Lunch Box Notes

LUNCH BOX NOTE: Not everything urgent is important — especially the things that demand you abandon yourself.


There’s a kind of urgency in the world now that hums underneath everything.
It’s in the emails that arrive before sunrise, the notifications that buzz while you’re trying to breathe, the invisible pressure to respond, react, fix, perform — instantly. It’s the cultural current that tells you that your value is directly connected to your speed, your availability, your usefulness.


But urgency has a cost, and the first thing it asks you to sacrifice is yourself.


For years, maybe you didn’t even notice you were doing it. You said yes because you didn’t want to disappoint anyone. You pushed through because you didn’t want to be “that person” who couldn’t cope. You responded immediately because you thought people would think poorly of you if you didn’t.


But here is a truth that sounds simple and lands like a stone dropped into deep water:


Not everything urgent is important — especially the things that demand you abandon yourself.


And many of the urgent things in your life right now are precisely that — demands that ask you to override your body, your boundaries, your energy, your knowing.


The poet and activist Audre Lorde wrote,


“Caring for myself is not self-indulgence, it is self-preservation.”


But self-preservation is wildly countercultural in a world that praises self-erasure as virtue.


You were taught — by family, by church, by culture — that love means dropping everything.
Answering immediately.
Fixing what isn’t yours.
Carrying more than your share.
Reading between the lines and anticipating needs before they’re spoken.


But that wasn’t love.
That was training.


Training for martyrdom.
Training for exhaustion.
Training for disappearing yourself in the name of being “good.”


And now, as an adult, when your body tries to tell you it’s too much — with headaches, tight shoulders, short breaths, foggy thinking — you still override it. Because urgency has become familiar. Almost comforting. A way of proving you’re still holding everything together.


But here’s the thing about the nervous system: it never lies.


When people or systems demand urgency, your body knows when it’s being pushed past its edges. It recognises when urgency is masking manipulation. It senses when someone else’s lack of planning or emotional regulation is being handed to you as an obligation.


Your body whispers what the culture tries to silence — slow down, check in, choose wisely.


David Whyte once wrote about “the fierce discipline of listening.”
Listening not to the loudest voice, but to the truest one.
And for many of us, the truest voice is the quietest — the one that lives under the noise, under the pressure, under the expectations.


That voice is the one that asks:
Does this actually matter?
Is this truly mine to carry?
At what cost to myself?


Because here’s another truth: urgency that costs you your self-respect is not important.
Urgency that fragments your inner world is not important.
Urgency that requires you to betray your own needs is not important.


It might be urgent to someone else, but it doesn’t become yours simply because they’re loud about it.


And all those years you spent rushing to fix things that weren’t yours? That wasn’t love.
That was fear.
Fear of being seen as unreliable.
Fear of disappointing someone.
Fear of losing your place, your belonging, your worth.


But you don’t owe anyone your self-abandonment.


You don’t owe immediate answers.
You don’t owe emotional labour you don’t have.
You don’t owe your body’s bandwidth to someone else’s chaos.


You can care deeply and still hold boundaries.
You can be compassionate and still say, “I’ll respond when I have capacity.”
You can love people and still refuse to be available every second.


The mystic Fr. Richard Rohr says,


“The way you do anything is the way you do everything.”


If you respond to everything as if it’s urgent, soon your whole life will start to feel like a crisis.
But if you begin to honour what’s truly important — your wellbeing, your truth, your internal peace — the unnecessary urgency will start to lose its grip.


So today’s love note is a gentle, holy permission:


You are allowed to pause before responding.
You are allowed to take a breath.
You are allowed to wait until your body says, ‘yes, I can hold this.’


Not everything urgent is important.
Especially not the things that ask you to abandon yourself.


And the more you practise this, the more your life will begin to rearrange itself around what actually matters — presence, honesty, slowness, care.


NOTE TO SELF: I refuse to abandon myself in the name of urgency. I move at the speed of what’s true, not the speed of other people’s panic.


--- WHAT IS NEEDED ---
The result should be an exact copy of every record, with no pictures kept.

--- TASK INPUT ---
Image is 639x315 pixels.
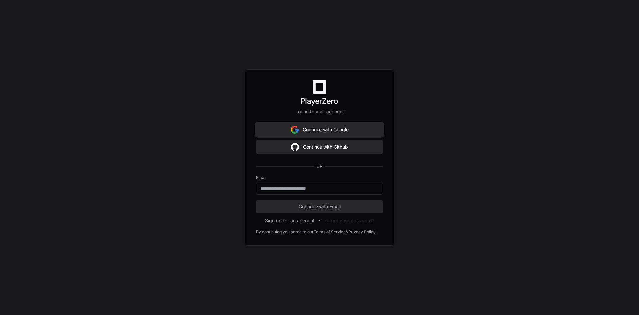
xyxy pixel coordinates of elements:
button: Continue with Email [256,200,383,213]
a: Privacy Policy. [349,229,376,234]
div: By continuing you agree to our [256,229,314,234]
span: Continue with Email [256,203,383,210]
img: Sign in with google [291,123,299,136]
button: Continue with Google [256,123,383,136]
span: OR [314,163,326,169]
a: Terms of Service [314,229,346,234]
p: Log in to your account [256,108,383,115]
button: Forgot your password? [325,217,374,224]
button: Sign up for an account [265,217,315,224]
div: & [346,229,349,234]
label: Email [256,175,383,180]
button: Continue with Github [256,140,383,153]
img: Sign in with google [291,140,299,153]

--- TASK RESPONSE ---
Image is 639x315 pixels.
xyxy pixel coordinates of elements:
button: Continue with Email [256,200,383,213]
a: Privacy Policy. [349,229,376,234]
div: By continuing you agree to our [256,229,314,234]
span: Continue with Email [256,203,383,210]
img: Sign in with google [291,123,299,136]
button: Continue with Google [256,123,383,136]
span: OR [314,163,326,169]
a: Terms of Service [314,229,346,234]
p: Log in to your account [256,108,383,115]
button: Forgot your password? [325,217,374,224]
button: Sign up for an account [265,217,315,224]
div: & [346,229,349,234]
label: Email [256,175,383,180]
button: Continue with Github [256,140,383,153]
img: Sign in with google [291,140,299,153]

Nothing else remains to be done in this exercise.